## Task instructions
Beneath this instruction is a listing; print exactly the lines in it starting at the line that contains "You are a GUI" and going through the line that contains "The width and".
━━━ Record excerpts
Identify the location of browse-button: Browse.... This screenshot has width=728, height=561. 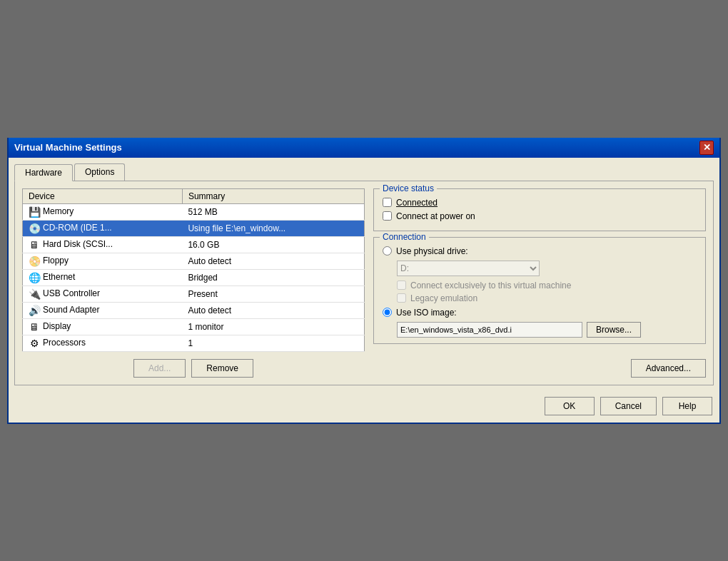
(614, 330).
━━━━━━
━━━ Record excerpts
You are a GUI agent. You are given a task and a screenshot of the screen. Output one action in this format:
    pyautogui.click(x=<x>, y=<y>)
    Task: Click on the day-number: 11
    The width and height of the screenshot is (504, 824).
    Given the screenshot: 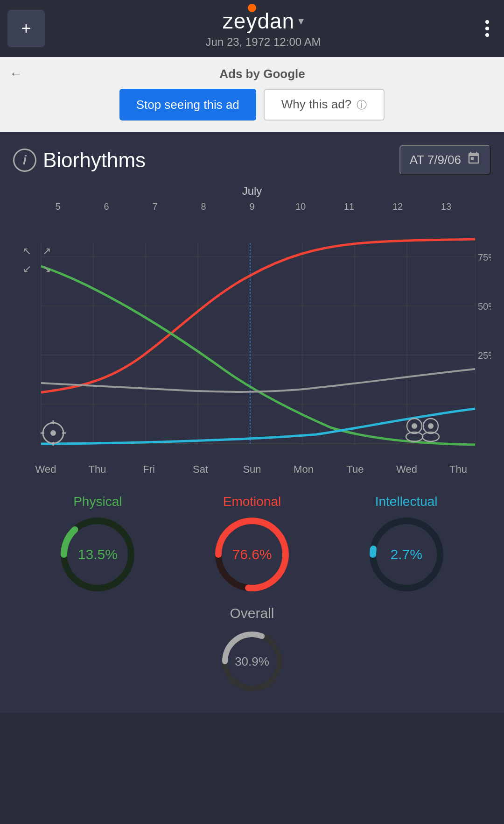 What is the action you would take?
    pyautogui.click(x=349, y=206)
━━━━━━
## Reply
You are a GUI agent. You are given a task and a screenshot of the screen. Output one action in this format:
    pyautogui.click(x=<x>, y=<y>)
    Task: Click on the day-number: 11
    The width and height of the screenshot is (504, 824).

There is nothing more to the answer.